Additionally, the frames feature your name alongside the effect in the camera as well as in the final posts with the frames in News Feed.

Facebook has set out specific guidelines on the use of these frames that you need to abide by. Specifically, you cannot include any trademark or logos on the frame unless it has been pre-approved by the tech company.  

 

AR Studio

This is an authoring tool for augmented reality experience in beta that is currently available to third party iOS users on invite-only basis.

Third party artists and developers can use this tool to create their own experiences in the form of masks, animated frames and a huge variety of interactive effects.

Creations on the AR Studio can respond to different external stimuli, including motion, face tracking, third-party data as well as interactions taking place during Facebook Live broadcasts.

These creations must be approved by Facebook, after which they can be applied to photos or videos and Live broadcasts that are captured with the Facebook camera.

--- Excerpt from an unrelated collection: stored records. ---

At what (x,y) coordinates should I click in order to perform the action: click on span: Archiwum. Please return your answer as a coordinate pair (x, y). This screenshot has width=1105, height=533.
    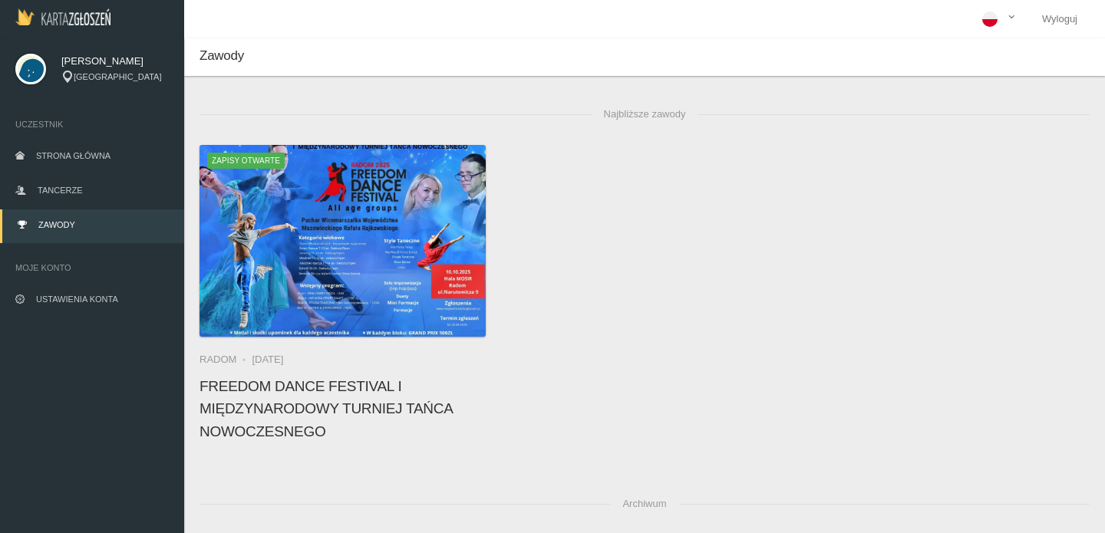
    Looking at the image, I should click on (644, 504).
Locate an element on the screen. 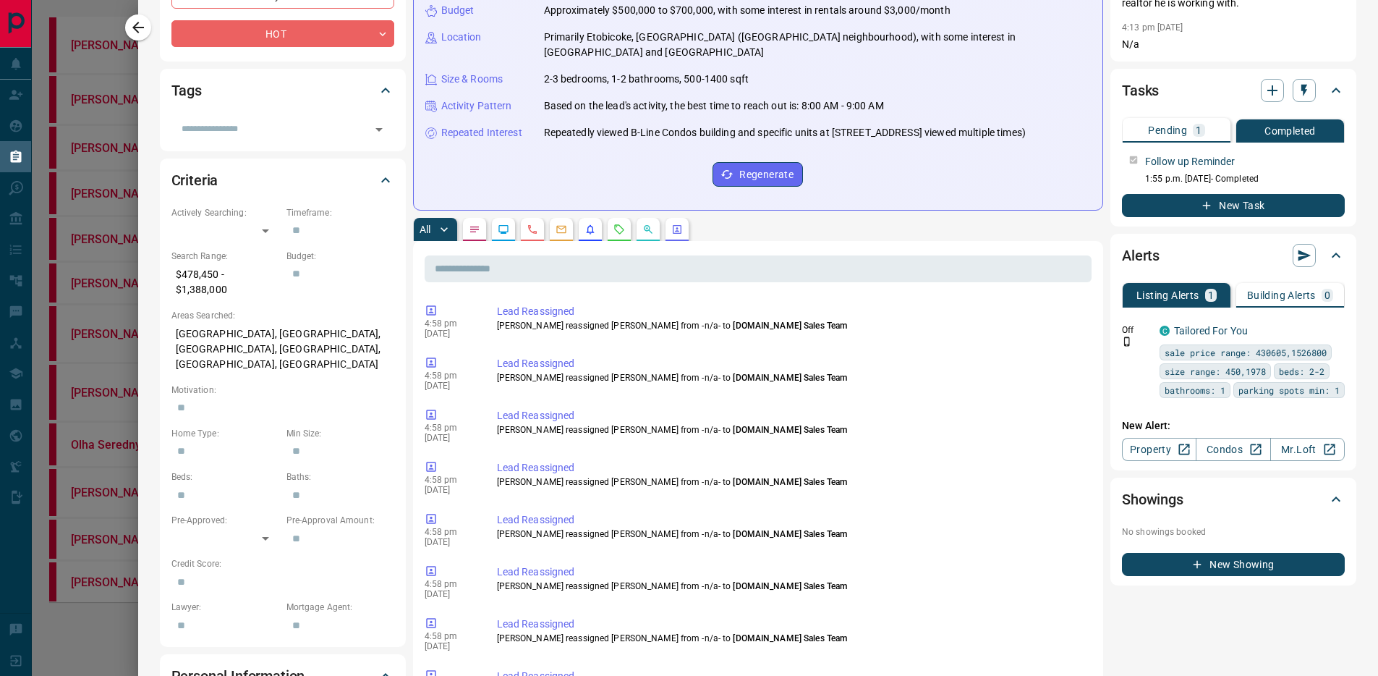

According to Facebook, the AR Studio is designed to empower the global creative community to code against actual real world experiences in an interactive environment. They can create effects that combine data from the social media platform, sensor data, and various computer vision algorithms to build lifelike experiences using the following features:

Scripting APIs

These enable you to access and download data, respond to user interactions and modify the effect in actual time.

Face Tracker

This is a computer vision algorithm that tracks the face in real-time allowing the creator to make masks that fit and respond to facial movements. These algorithms work without the need for additional coding.

Sensor data

These allow you to build various effects where users can move their phones to pan around a virtual world.

 

What’s in the Camera Effects Platform for brands

Facebook is targeting artists and developers with this new camera effects platform. The tech titan has not yet made obvious its plans to monetise the service.

But the fact that it’s already working with some key brands as its AR Studio beta partners is indication enough that the service may be brand-centric.

While announcing the platform, Facebook mentioned Manchester United, Real Madrid, Electronic Arts, Giphy, Nike, Warner Bros and TripIt as the AR Studio beta partners that have used the platform’s AR Studio to create new engaging camera effects for their communities.

This is a telling sign that the social media company is ready to leverage opportunities that brands can provide.

Already its Frame Studio is available to everyone with a Facebook page. As a page owner, you should already be able to start experimenting with the new tool to create personal frames taking care not to include trademarks or logos unless you have a prior approval from Facebook.

 

How various brands can leverage the service

Opportunities that this new platform carries for brands are still unlimited. More specifically, it presents a way to target sections of the market that are specifically drawn to this kind of social interaction.

Predictions laid out in these four charts on Bloomberg show significant leaps that are already made and that are expected in AR sales by 2025.

As early as 2015, big brands had already jumped into the emergent AR/VR enterprise with major front runners including Nestle and Starbucks.

According to Juniper Research, augmented reality is expected to drive $2.4 billion in annual app revenues in 2019. That’s a major leap considering that the figure stood at $247 million in 2014.

As of July 2016, mobile users were spending more time on Pokémon Go, a free-to-play augmented reality game than they were spending on Facebook.

time spent
Source: Sensor Tower

These stats only serve to reveal how augmented reality can be potentially engaging to a section of the global audience.

With its AR service, Facebook can attract new audiences while it manages to increase its engagement of the already existing audience base.

The ultimate winner then becomes the brands that get to reach new markets that have not traditionally been appealed to by the conventional forms of advertisements.